Cllr Sammon said: “Andrew McIntyre’s or anyone else’s attempts to divide us will only make us stronger. This was proven the day after as we witnessed the greatest display of community action I have ever seen.
“The road was cleaned up and the Mosque wall was rebuilt. Donations flew in for the shop that had been looted and properties that were damaged. These incredibly kind people showed us all what a great and caring community we have in Southport.
“I thank HOPE not hate for their amazing investigation which led to the arrest and for their continued work to stand up to hate and unite communities.”
Hurley, the Labour MP for the seaside resort, told The Lead: “I welcome the sentencing, as should any right-thinking person. It shows there's no room for extremism in this country, no matter what the nature of their radicalisation.

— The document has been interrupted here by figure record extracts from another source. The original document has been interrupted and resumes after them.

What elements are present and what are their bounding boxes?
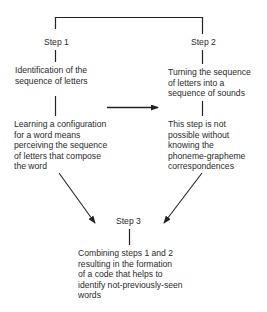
text-line: Turning the sequence bbox=[168, 67, 251, 78]
step2-label: Step 2 bbox=[191, 37, 216, 47]
top-bracket-line bbox=[56, 18, 203, 35]
step1-description: Identification of the sequence of letter… bbox=[15, 65, 88, 86]
text-line: the word bbox=[14, 161, 107, 172]
text-line: knowing the bbox=[168, 140, 245, 151]
diagonal-arrow-left bbox=[59, 173, 95, 223]
text-line: Combining steps 1 and 2 bbox=[78, 248, 183, 259]
text-line: Identification of the bbox=[15, 65, 88, 76]
text-line: phoneme-grapheme bbox=[168, 151, 245, 162]
text-line: sequence of sounds bbox=[168, 88, 251, 99]
step3-description: Combining steps 1 and 2 resulting in the… bbox=[78, 248, 183, 301]
text-line: for a word means bbox=[14, 130, 107, 141]
text-line: of letters into a bbox=[168, 78, 251, 89]
text-line: This step is not bbox=[168, 119, 245, 130]
text-line: perceiving the sequence bbox=[14, 140, 107, 151]
text-line: resulting in the formation bbox=[78, 259, 183, 270]
text-line: sequence of letters bbox=[15, 76, 88, 87]
step2-explanation: This step is not possible without knowin… bbox=[168, 119, 245, 172]
text-line: correspondences bbox=[168, 161, 245, 172]
step2-description: Turning the sequence of letters into a s… bbox=[168, 67, 251, 99]
step1-explanation: Learning a configuration for a word mean… bbox=[14, 119, 107, 172]
text-line: words bbox=[78, 290, 183, 301]
step1-label: Step 1 bbox=[44, 37, 69, 47]
text-line: possible without bbox=[168, 130, 245, 141]
diagonal-arrow-right bbox=[164, 173, 202, 223]
step3-label: Step 3 bbox=[116, 216, 141, 226]
text-line: of a code that helps to bbox=[78, 269, 183, 280]
text-line: Learning a configuration bbox=[14, 119, 107, 130]
text-line: of letters that compose bbox=[14, 151, 107, 162]
text-line: identify not-previously-seen bbox=[78, 280, 183, 291]
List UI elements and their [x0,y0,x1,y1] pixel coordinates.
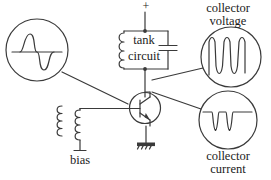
bias-transformer [57,106,86,151]
collector-current-trace [203,112,252,131]
collector-voltage-label-line2: voltage [186,15,270,28]
base-signal-scope [6,19,68,81]
tank-label-line1: tank [122,34,166,47]
chassis-ground [137,143,155,150]
leader-base-scope [62,72,128,104]
leader-collector-voltage [152,68,203,80]
supply-plus-label: + [139,0,153,12]
collector-current-scope [199,91,257,149]
circuit-diagram: + tank circuit bias collector voltage co… [0,0,271,180]
collector-voltage-trace [209,38,245,76]
tank-label-line2: circuit [119,50,169,63]
collector-current-label: collector current [186,150,270,176]
collector-voltage-scope [201,27,261,87]
collector-current-label-line2: current [186,163,270,176]
leader-collector-current [152,92,201,109]
bias-label: bias [52,154,108,167]
collector-voltage-label: collector voltage [186,2,270,28]
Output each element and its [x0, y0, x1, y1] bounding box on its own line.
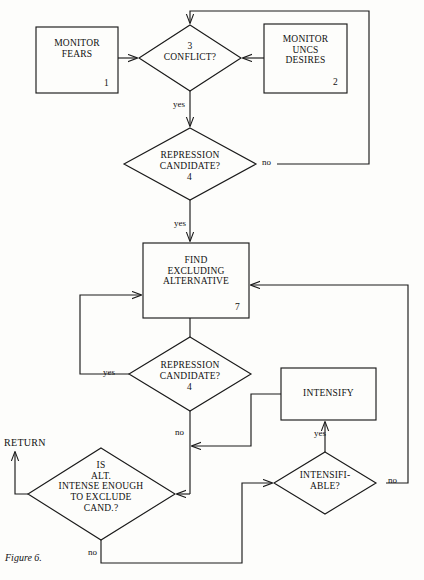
node-number-monitor-uncs-desires: 2 [333, 77, 338, 87]
edge-intensifiable-no [251, 285, 408, 483]
edge-label-repression-top-no: no [262, 157, 271, 167]
node-shape-find-excluding-alternative [143, 243, 249, 318]
edge-label-is-alt-no: no [88, 547, 97, 557]
edge-label-repression-top-yes: yes [174, 218, 186, 228]
node-number-monitor-fears: 1 [104, 78, 109, 88]
node-shape-conflict [139, 25, 241, 91]
node-shape-repression-top [124, 128, 256, 200]
node-number-repression-candidate-top: 4 [187, 172, 192, 182]
node-shape-intensifiable [274, 452, 376, 514]
edge-label-intensifiable-yes: yes [314, 428, 326, 438]
node-shape-repression-mid [129, 337, 251, 411]
flowchart-diagram [0, 0, 424, 580]
edge-repression-mid-yes [80, 295, 141, 374]
edge-label-repression-mid-yes: yes [103, 367, 115, 377]
edge-label-conflict-yes: yes [173, 99, 185, 109]
node-number-repression-candidate-mid: 4 [187, 382, 192, 392]
edge-is-alt-no [101, 483, 272, 563]
figure-caption: Figure 6. [5, 552, 42, 563]
edge-is-alt-return [15, 452, 28, 494]
flowchart-figure: MONITOR FEARS 1 MONITOR UNCS DESIRES 2 3… [0, 0, 424, 580]
edge-label-repression-mid-no: no [175, 427, 184, 437]
edge-repression-top-no [277, 157, 369, 164]
node-shape-is-alt [28, 448, 175, 540]
edge-label-intensifiable-no: no [388, 475, 397, 485]
terminal-return-label: RETURN [4, 437, 46, 448]
node-shape-intensify [281, 368, 376, 420]
edge-feedback-to-conflict [190, 11, 369, 157]
node-number-find-excluding-alternative: 7 [235, 302, 240, 312]
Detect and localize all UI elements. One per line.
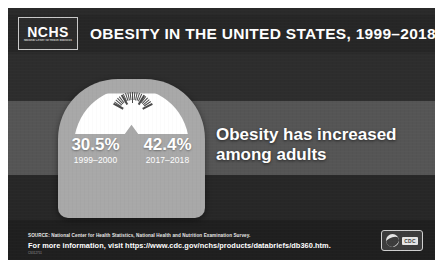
weighing-scale-graphic: 30.5% 1999–2000 42.4% 2017–2018 bbox=[58, 79, 205, 218]
source-note: SOURCE: National Center for Health Stati… bbox=[28, 233, 250, 238]
nchs-logo: NCHS National Center for Health Statisti… bbox=[18, 17, 78, 50]
scale-statistics: 30.5% 1999–2000 42.4% 2017–2018 bbox=[58, 135, 205, 166]
scale-dial bbox=[74, 88, 189, 134]
poster-footer: SOURCE: National Center for Health Stati… bbox=[8, 220, 435, 260]
stat-item: 42.4% 2017–2018 bbox=[139, 135, 197, 166]
dial-tick-marks bbox=[74, 88, 189, 134]
nchs-logo-subtitle: National Center for Health Statistics bbox=[23, 39, 73, 42]
headline-text: Obesity has increased among adults bbox=[216, 125, 426, 165]
stat-item: 30.5% 1999–2000 bbox=[67, 135, 125, 166]
cdc-swoosh-icon bbox=[386, 234, 399, 247]
page-title: OBESITY IN THE UNITED STATES, 1999–2018 bbox=[90, 25, 435, 43]
more-information-url[interactable]: For more information, visit https://www.… bbox=[28, 241, 331, 250]
background-band-upper bbox=[8, 54, 435, 101]
poster-header: NCHS National Center for Health Statisti… bbox=[8, 15, 435, 52]
infographic-poster: NCHS National Center for Health Statisti… bbox=[8, 8, 435, 260]
stat-percent: 30.5% bbox=[67, 135, 125, 154]
cdc-wordmark: CDC bbox=[402, 237, 417, 245]
cdc-logo: CDC bbox=[381, 230, 423, 251]
stat-percent: 42.4% bbox=[139, 135, 197, 154]
publication-code: CS312751 bbox=[28, 251, 42, 255]
stat-years: 1999–2000 bbox=[67, 154, 125, 166]
stat-years: 2017–2018 bbox=[139, 154, 197, 166]
nchs-logo-acronym: NCHS bbox=[27, 25, 69, 39]
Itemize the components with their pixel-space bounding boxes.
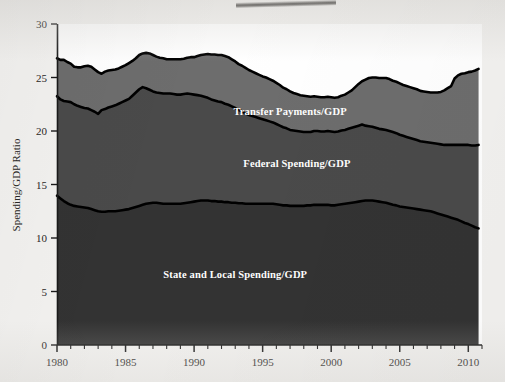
stacked-area-chart: 051015202530 198019851990199520002005201… [0,0,505,382]
x-tick-label: 1995 [252,356,275,368]
figure-container: 051015202530 198019851990199520002005201… [0,0,505,382]
stacked-bands-group [57,53,479,345]
y-tick-label: 0 [42,339,48,351]
series-label-2: Transfer Payments/GDP [233,106,347,117]
x-tick-label: 2000 [320,356,343,368]
x-tick-group: 1980198519901995200020052010 [46,345,482,368]
y-tick-label: 30 [36,18,48,30]
y-tick-label: 10 [36,232,48,244]
x-tick-label: 1990 [183,356,206,368]
y-tick-label: 5 [42,286,48,298]
x-tick-label: 2010 [457,356,480,368]
x-tick-label: 1985 [115,356,138,368]
x-tick-label: 2005 [389,356,412,368]
y-tick-label: 15 [36,179,48,191]
x-tick-label: 1980 [46,356,69,368]
series-label-0: State and Local Spending/GDP [163,269,307,280]
y-tick-label: 20 [36,125,48,137]
y-tick-label: 25 [36,72,48,84]
series-label-1: Federal Spending/GDP [243,158,351,169]
y-axis-title: Spending/GDP Ratio [10,138,22,231]
y-tick-group: 051015202530 [36,18,57,351]
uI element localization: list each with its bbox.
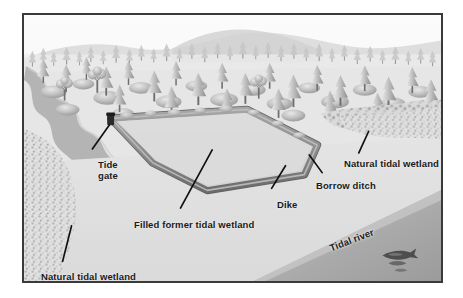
label-tide-gate-line1: Tide xyxy=(98,159,118,170)
label-tide-gate-line2: gate xyxy=(98,170,118,181)
tide-gate-icon xyxy=(106,113,115,126)
label-borrow-ditch: Borrow ditch xyxy=(316,180,376,191)
wetland-scene xyxy=(24,15,441,281)
label-natural-tidal-wetland-left: Natural tidal wetland xyxy=(41,271,136,282)
label-natural-tidal-wetland-right: Natural tidal wetland xyxy=(344,158,439,169)
figure-root: Tide gate Filled former tidal wetland Di… xyxy=(0,0,463,298)
label-tide-gate: Tide gate xyxy=(98,159,132,181)
illustration-frame: Tide gate Filled former tidal wetland Di… xyxy=(22,13,443,283)
label-dike: Dike xyxy=(277,199,297,210)
label-filled-former-tidal-wetland: Filled former tidal wetland xyxy=(134,219,254,230)
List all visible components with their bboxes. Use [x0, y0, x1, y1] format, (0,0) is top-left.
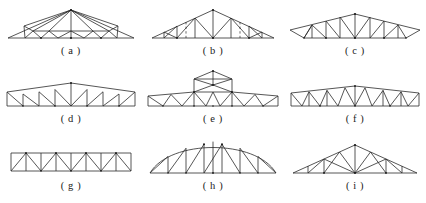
truss-c-members [290, 14, 420, 38]
truss-diagram-e [142, 68, 284, 118]
truss-caption-a: ( a ) [0, 45, 142, 57]
truss-diagram-g [0, 135, 142, 185]
truss-cell-e: ( e ) [142, 68, 284, 136]
truss-cell-i: ( i ) [284, 135, 426, 203]
truss-cell-h: ( h ) [142, 135, 284, 203]
truss-diagram-a [0, 0, 142, 50]
truss-h-members [150, 142, 276, 173]
truss-cell-g: ( g ) [0, 135, 142, 203]
truss-i-members [293, 145, 417, 173]
truss-cell-c: ( c ) [284, 0, 426, 68]
truss-diagram-d [0, 68, 142, 118]
truss-diagram-h [142, 135, 284, 185]
truss-caption-d: ( d ) [0, 113, 142, 125]
truss-e-members [148, 92, 278, 106]
truss-caption-c: ( c ) [284, 45, 426, 57]
truss-caption-f: ( f ) [284, 113, 426, 125]
truss-diagram-f [284, 68, 426, 118]
truss-caption-i: ( i ) [284, 180, 426, 192]
truss-caption-e: ( e ) [142, 113, 284, 125]
truss-figure-sheet: ( a ) [0, 0, 426, 203]
truss-diagram-b [142, 0, 284, 50]
truss-f-members [291, 86, 419, 106]
truss-g-members [11, 153, 131, 171]
truss-cell-a: ( a ) [0, 0, 142, 68]
truss-d-members [7, 83, 135, 106]
truss-caption-g: ( g ) [0, 180, 142, 192]
truss-diagram-i [284, 135, 426, 185]
truss-e-monitor [194, 71, 232, 92]
truss-cell-b: ( b ) [142, 0, 284, 68]
truss-a-members [8, 10, 134, 38]
truss-cell-f: ( f ) [284, 68, 426, 136]
truss-b-members [152, 10, 274, 38]
truss-cell-d: ( d ) [0, 68, 142, 136]
truss-caption-b: ( b ) [142, 45, 284, 57]
truss-caption-h: ( h ) [142, 180, 284, 192]
truss-diagram-c [284, 0, 426, 50]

“Successfully instigating a race riot in the next town over from his own was despicable, and I'm glad the police caught him so quickly. Violent, dangerous people like this belong behind bars, and I hope he stays there a long time.”
The Southport Lead to launch
We think it’s crucial there’s in-depth reporting in towns and regions often overlooked in the North of England, that’s why we launched The Lead North with
, , and .This weekend we launch
- in conjunction with , the author of this piece, who lived through the Southport riots and Andrew Brown, editor of Stand Up For Southport and a huge advocate for the town.Please do consider signing up, and let those you know in Southport know we’ll be launching too.
A reminder about our reader survey, it’s important we as editors know how you’re finding our editions in your inbox and what you’d like to see. Please take a moment to fill it in.
Many thanks for reading and we’ll be back in your inbox on Saturday.